Kernel security, year to date

Posted Sep 9, 2008 22:58 UTC (Tue) by nix (subscriber, #2304)
In reply to: Kernel security, year to date by spender
Parent article: Kernel security, year to date

Face it. You're not going to get 'general public outrage' about *any*
computer security problem unless it causes mass death, and even then it
might not happen. Security is a boring overhead to most people, so any
scheme which attempts to change anything in the security domain by
attempting to incur 'general public outrage' is guaranteed to fail.

(What's more, it's tiresome. Fixing the damn bugs is surely more
worthwhile than complaining endlessly about them.)
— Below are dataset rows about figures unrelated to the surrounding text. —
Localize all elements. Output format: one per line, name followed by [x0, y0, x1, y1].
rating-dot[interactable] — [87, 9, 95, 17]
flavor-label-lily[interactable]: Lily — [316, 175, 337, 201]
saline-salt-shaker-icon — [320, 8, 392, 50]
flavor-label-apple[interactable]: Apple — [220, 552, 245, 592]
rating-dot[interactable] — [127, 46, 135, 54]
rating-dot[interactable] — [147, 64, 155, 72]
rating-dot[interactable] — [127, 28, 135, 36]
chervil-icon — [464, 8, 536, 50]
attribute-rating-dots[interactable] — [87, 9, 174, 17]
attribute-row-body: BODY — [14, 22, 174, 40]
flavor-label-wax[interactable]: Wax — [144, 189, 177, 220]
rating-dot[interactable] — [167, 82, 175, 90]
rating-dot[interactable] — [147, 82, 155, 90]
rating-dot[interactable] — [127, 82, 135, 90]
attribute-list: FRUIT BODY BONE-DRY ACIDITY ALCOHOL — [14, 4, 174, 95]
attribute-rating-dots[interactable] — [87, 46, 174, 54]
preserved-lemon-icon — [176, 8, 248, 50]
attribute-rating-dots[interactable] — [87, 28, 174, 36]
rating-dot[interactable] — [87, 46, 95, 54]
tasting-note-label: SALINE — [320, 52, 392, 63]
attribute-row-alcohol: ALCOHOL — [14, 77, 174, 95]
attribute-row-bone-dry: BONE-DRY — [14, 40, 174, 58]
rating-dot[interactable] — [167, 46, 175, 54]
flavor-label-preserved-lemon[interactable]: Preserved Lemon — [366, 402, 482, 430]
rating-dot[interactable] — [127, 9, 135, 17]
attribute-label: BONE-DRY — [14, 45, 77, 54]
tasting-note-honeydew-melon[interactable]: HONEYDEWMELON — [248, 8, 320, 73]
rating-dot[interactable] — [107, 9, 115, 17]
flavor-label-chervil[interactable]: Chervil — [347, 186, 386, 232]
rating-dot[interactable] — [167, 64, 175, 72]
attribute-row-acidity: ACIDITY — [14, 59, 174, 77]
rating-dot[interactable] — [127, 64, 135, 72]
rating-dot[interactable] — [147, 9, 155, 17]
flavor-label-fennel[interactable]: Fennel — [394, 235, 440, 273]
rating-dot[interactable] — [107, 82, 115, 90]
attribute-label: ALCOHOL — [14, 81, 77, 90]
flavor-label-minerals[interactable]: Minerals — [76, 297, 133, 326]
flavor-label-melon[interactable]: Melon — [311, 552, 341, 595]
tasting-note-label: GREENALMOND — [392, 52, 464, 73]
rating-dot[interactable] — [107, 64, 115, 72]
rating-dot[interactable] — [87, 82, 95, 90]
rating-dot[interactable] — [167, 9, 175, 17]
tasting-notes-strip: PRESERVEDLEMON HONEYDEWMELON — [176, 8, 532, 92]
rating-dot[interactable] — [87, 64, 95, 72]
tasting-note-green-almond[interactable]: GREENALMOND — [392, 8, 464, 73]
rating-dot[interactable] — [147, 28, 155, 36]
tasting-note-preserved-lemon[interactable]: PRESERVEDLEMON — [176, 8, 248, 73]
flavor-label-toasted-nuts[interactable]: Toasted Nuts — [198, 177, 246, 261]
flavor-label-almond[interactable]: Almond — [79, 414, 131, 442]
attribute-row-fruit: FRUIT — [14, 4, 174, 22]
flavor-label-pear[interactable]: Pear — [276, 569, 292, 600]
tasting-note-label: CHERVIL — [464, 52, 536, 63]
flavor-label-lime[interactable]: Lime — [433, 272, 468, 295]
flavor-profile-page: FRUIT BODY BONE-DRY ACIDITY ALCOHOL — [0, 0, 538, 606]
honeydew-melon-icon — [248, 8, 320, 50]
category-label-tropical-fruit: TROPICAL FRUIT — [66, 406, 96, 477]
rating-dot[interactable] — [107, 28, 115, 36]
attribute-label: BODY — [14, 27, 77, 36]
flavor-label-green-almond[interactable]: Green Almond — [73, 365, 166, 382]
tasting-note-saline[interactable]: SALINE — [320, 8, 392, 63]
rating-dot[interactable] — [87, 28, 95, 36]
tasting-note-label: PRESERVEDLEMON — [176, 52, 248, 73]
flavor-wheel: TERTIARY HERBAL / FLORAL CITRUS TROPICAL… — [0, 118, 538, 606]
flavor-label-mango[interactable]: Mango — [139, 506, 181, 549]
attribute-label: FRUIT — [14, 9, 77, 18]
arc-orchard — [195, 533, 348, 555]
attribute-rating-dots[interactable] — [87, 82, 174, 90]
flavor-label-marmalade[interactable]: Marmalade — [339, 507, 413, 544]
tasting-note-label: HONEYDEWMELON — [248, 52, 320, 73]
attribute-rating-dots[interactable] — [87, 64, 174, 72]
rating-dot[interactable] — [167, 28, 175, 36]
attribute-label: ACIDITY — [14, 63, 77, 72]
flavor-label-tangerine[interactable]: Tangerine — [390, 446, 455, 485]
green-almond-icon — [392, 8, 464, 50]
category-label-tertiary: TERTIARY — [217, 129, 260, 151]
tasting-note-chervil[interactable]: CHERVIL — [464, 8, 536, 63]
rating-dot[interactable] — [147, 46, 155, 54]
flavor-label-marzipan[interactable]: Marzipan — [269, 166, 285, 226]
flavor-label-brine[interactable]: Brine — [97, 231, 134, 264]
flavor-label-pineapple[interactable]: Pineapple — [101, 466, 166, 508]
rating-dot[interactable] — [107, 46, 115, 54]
(Also: compared to a lot of code in critical positions, the security of
the kernel is pretty damn good. A while back I looked for security holes
in the product I work on in my day job, which throws many millions of
dollars around in the financial markets on a daily basis and is often
intentionally (!) left exposed to the Internet at large. I gave up when I
realised that the security hole density was approximately one per twenty
lines, generally enormous buffer overruns, trusting of untrustworthy data
from completely unauthenticated external sources, and SQL injection
attacks up the wazoo. I tried to convince my coworkers not to introduce
more such bugs, but nobody else considered any of these things
problematic. You can always trust external data, can't you? And if bad
stuff comes in, well, it's not *your* fault. Blame the attacker.)